Resurrection of the Son of God

  • Year 2003
  • Type Book
  • Genre theology
  • Tradition Anglican
  • Original language English

N. T. Wright's massive historical and theological investigation emerges from his conviction that the resurrection of Jesus stands at the heart of Christianity yet remains poorly understood in both scholarly and popular contexts. Writing as both New Testament scholar and Anglican bishop, Wright addresses the widespread skepticism about bodily resurrection in academic circles while simultaneously challenging reductive evangelical approaches that treat the resurrection as mere doctrine rather than world-transforming historical event.

Wright constructs his argument through careful analysis of ancient attitudes toward death and afterlife, demonstrating that the early Christian claim of Jesus's bodily resurrection was as startling to first-century audiences as it is to modern ones. He examines Jewish expectations of resurrection, Greek and Roman views of the afterlife, and early Christian innovations in resurrection language and belief. The book's central thesis holds that the empty tomb and the appearances of the risen Jesus together provide the only adequate historical explanation for the emergence of Christian resurrection belief. Wright argues that early Christians used resurrection language in ways that were both continuous with Jewish hope and radically distinctive, speaking consistently of a transformed physical body rather than mere spiritual survival or resuscitation of a corpse.

This work has significantly influenced contemporary resurrection studies and apologetics, offering sophisticated historical methodology alongside theological reflection. Wright's integration of ancient context, textual analysis, and historical reasoning provides resources for both academic discussion and pastoral teaching about Christianity's central claim.

Who should read this: Pastors, theology students, and educated Christians seeking rigorous engagement with resurrection as historical event and theological reality. Those looking for simple apologetic arguments or devotional material will find Wright's detailed scholarly apparatus and nuanced conclusions challenging rather than immediately satisfying.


#### INSTRUCTIONS FOR THE TASK:
Each line from the first down to the one containing "You are a GUI" should be returned exactly as it appears below.

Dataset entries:
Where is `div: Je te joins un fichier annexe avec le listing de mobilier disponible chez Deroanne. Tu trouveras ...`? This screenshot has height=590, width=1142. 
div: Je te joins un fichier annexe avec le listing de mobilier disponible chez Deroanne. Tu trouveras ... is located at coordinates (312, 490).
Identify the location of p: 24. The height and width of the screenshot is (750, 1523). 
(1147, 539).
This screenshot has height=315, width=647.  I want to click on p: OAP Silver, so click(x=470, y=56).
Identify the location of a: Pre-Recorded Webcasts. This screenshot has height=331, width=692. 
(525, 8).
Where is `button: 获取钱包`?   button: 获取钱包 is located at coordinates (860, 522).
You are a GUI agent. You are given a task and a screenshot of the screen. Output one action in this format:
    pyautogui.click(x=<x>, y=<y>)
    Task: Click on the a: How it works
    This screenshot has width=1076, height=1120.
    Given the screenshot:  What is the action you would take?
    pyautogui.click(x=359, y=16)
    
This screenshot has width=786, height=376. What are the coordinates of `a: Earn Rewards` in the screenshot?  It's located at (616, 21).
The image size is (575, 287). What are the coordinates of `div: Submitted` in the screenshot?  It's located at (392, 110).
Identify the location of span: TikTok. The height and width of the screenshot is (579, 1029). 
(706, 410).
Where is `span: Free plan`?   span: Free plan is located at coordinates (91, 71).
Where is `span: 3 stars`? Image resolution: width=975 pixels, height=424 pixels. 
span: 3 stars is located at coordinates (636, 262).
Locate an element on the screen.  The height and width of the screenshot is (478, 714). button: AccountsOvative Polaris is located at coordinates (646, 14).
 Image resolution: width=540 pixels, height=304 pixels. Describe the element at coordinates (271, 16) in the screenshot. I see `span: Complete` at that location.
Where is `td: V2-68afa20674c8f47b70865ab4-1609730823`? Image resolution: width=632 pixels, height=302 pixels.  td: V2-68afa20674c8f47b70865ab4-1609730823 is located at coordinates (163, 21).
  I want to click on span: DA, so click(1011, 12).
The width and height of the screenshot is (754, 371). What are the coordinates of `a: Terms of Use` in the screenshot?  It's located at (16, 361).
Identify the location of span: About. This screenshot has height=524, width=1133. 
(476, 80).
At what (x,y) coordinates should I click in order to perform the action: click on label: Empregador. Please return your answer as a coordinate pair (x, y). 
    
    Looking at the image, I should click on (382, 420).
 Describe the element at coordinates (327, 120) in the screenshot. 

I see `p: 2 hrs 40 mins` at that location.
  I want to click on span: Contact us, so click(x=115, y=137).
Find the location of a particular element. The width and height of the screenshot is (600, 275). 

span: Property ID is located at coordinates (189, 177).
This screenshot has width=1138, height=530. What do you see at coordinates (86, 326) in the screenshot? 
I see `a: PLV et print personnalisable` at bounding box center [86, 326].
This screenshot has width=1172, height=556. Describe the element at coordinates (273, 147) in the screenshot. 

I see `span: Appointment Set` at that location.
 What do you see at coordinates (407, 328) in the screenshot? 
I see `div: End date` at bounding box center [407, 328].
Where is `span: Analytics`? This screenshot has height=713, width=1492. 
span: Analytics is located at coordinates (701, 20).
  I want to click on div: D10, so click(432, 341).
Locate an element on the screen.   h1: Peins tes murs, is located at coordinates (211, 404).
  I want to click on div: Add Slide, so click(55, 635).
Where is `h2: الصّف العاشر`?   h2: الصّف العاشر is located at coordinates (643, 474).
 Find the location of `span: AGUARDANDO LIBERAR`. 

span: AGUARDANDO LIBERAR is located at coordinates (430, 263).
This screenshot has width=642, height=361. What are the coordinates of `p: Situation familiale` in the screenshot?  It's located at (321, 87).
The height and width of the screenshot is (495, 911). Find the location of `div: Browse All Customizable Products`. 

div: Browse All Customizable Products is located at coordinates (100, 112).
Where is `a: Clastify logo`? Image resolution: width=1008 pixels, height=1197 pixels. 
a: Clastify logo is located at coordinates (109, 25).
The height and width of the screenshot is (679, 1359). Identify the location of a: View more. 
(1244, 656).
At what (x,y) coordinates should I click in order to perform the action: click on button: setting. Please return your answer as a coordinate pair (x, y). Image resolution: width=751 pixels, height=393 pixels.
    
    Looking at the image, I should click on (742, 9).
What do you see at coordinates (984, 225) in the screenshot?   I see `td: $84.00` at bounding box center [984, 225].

#### OUTPUT FOR THIS EXERCISE:
Where is `div: Je te joins un fichier annexe avec le listing de mobilier disponible chez Deroanne. Tu trouveras ...`? This screenshot has height=590, width=1142. 
div: Je te joins un fichier annexe avec le listing de mobilier disponible chez Deroanne. Tu trouveras ... is located at coordinates (312, 490).
Identify the location of p: 24. The height and width of the screenshot is (750, 1523). 
(1147, 539).
This screenshot has height=315, width=647.  I want to click on p: OAP Silver, so click(x=470, y=56).
Identify the location of a: Pre-Recorded Webcasts. This screenshot has height=331, width=692. 
(525, 8).
Where is `button: 获取钱包`?   button: 获取钱包 is located at coordinates (860, 522).
You are a GUI agent. You are given a task and a screenshot of the screen. Output one action in this format:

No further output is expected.